Puerto Real was founded just ten years after Columbus made his first voyage to the Americas, as part of the very first wave of European imperial expansion into the New World.

Artists rendering of Puerto Real, ca. 1520. Courtesy of the Florida Museum of Natural History
Artists rendering of Puerto Real, ca. 1520. Courtesy of the Florida Museum of Natural History

Puerto Real was one of 17 towns established as part of an island-wide colonizing effort between 1502 and 1506 specifically to control and exploit the native peoples and natural resources of Hispaniola, and to firmly establish Spanish town life as an institution.  It was in Puerto Real and these other earliest towns that the first experiments and solutions in establishing the New World Spanish colonial system took place.
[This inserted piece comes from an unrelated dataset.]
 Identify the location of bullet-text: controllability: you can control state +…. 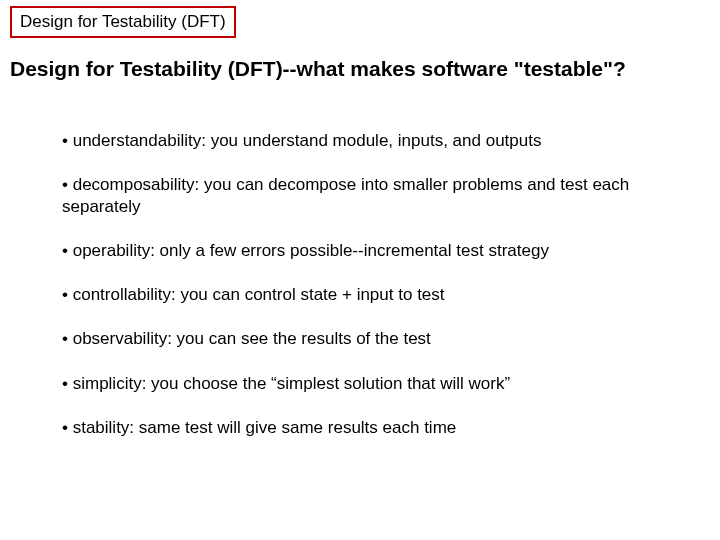
(259, 294).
Puerto Real was never a large city, and was often economically marginal.  It was established in 1503 by Captain Rodrigo de Mexía after he and his forces vanquished the Taíno people living in the vicinity of Puerto Real. The number of initial settlers is not known, but many of them were adventurers and men at arms in Mexía’s forces looking for wealth and adventure. By 1514 there were probably some 200 to 250 Spaniards living in the town, among them a barber, a blacksmith, a school master, public officials such as notaries and magistrates, members of the clergy, merchants, a cassava planter, and shipmasters.  Of the five vecinos (landowning citizens) whose wives were listed in 1514, two were married to Indians and three to Spaniards.  Thirty-four Spaniards held allocations of native workers totaling 504 Taínos, many of whom labored away from the town on farms and ranches.
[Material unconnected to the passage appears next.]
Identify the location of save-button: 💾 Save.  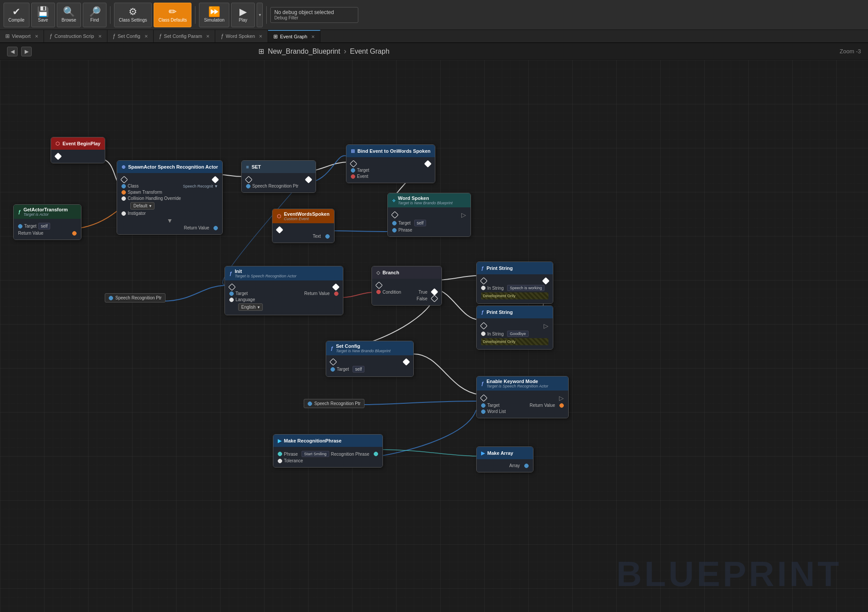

Artists rendering of the burning of Bayahá by Spanish authorities, 1605. By Barbara Hodges, ca. 1981. Courtesy of William Hodges and Jennifer Hamilton, Musee de Guahabá, Haiti
Artists rendering of the burning of Bayahá by Spanish authorities, 1605. By Barbara Hodges, ca. 1981. Courtesy of William Hodges and Jennifer Hamilton, Musee de Guahabá, Haiti

Copper mines were discovered in the vicinity of Puerto Real during the first years of settlement, and occasioned Royal interest and support.  Early in 1505 King Ferdinand sent a caravel of tools, supplies, a German mining expert and seventeen African slaves, and event representing one of the first arrivals of African slaves to America.  Despite royal support and foreign expertise, the copper mine at Puerto Real never produced the riches that were expected.   In a letter of 1528, it was noted that Puerto Real at that time had only 15 vecinos (reduced from 19 in 1514).

By that time the economy of Puerto Real was based on cattle ranching and cattle hide production, most of which was sold illegally (rescate) to foreign ships that traded regularly with the isolated Spanish towns of northern Hispaniola. Despite repeated attempts by officials in Santo Domingo and in Spain to end this regularized rescate , they could not control the colonists of Puerto Real. In 1578, the Crown finally decreed that Puerto Real was to be abandoned and merged with the town of Lares de Guahabá  in a new location- Bayahá- that could be more closely controlled. Puerto Real was forcibly evacuated and destroyed by Spanish officials themselves in 1579.  The new town of Bayahá, however, proved no easier to control. Its residents enthusiastically continued rescate and contraband trade until it, too, was destroyed by authorities in 1605. Bayahá was also found by Dr. Hodges, and was excavated by him and Jennifer Hamilton of the University of Florida (See Jennifer Hamilton and William Hodges chapter in Deagan, 1995, Puerto Real).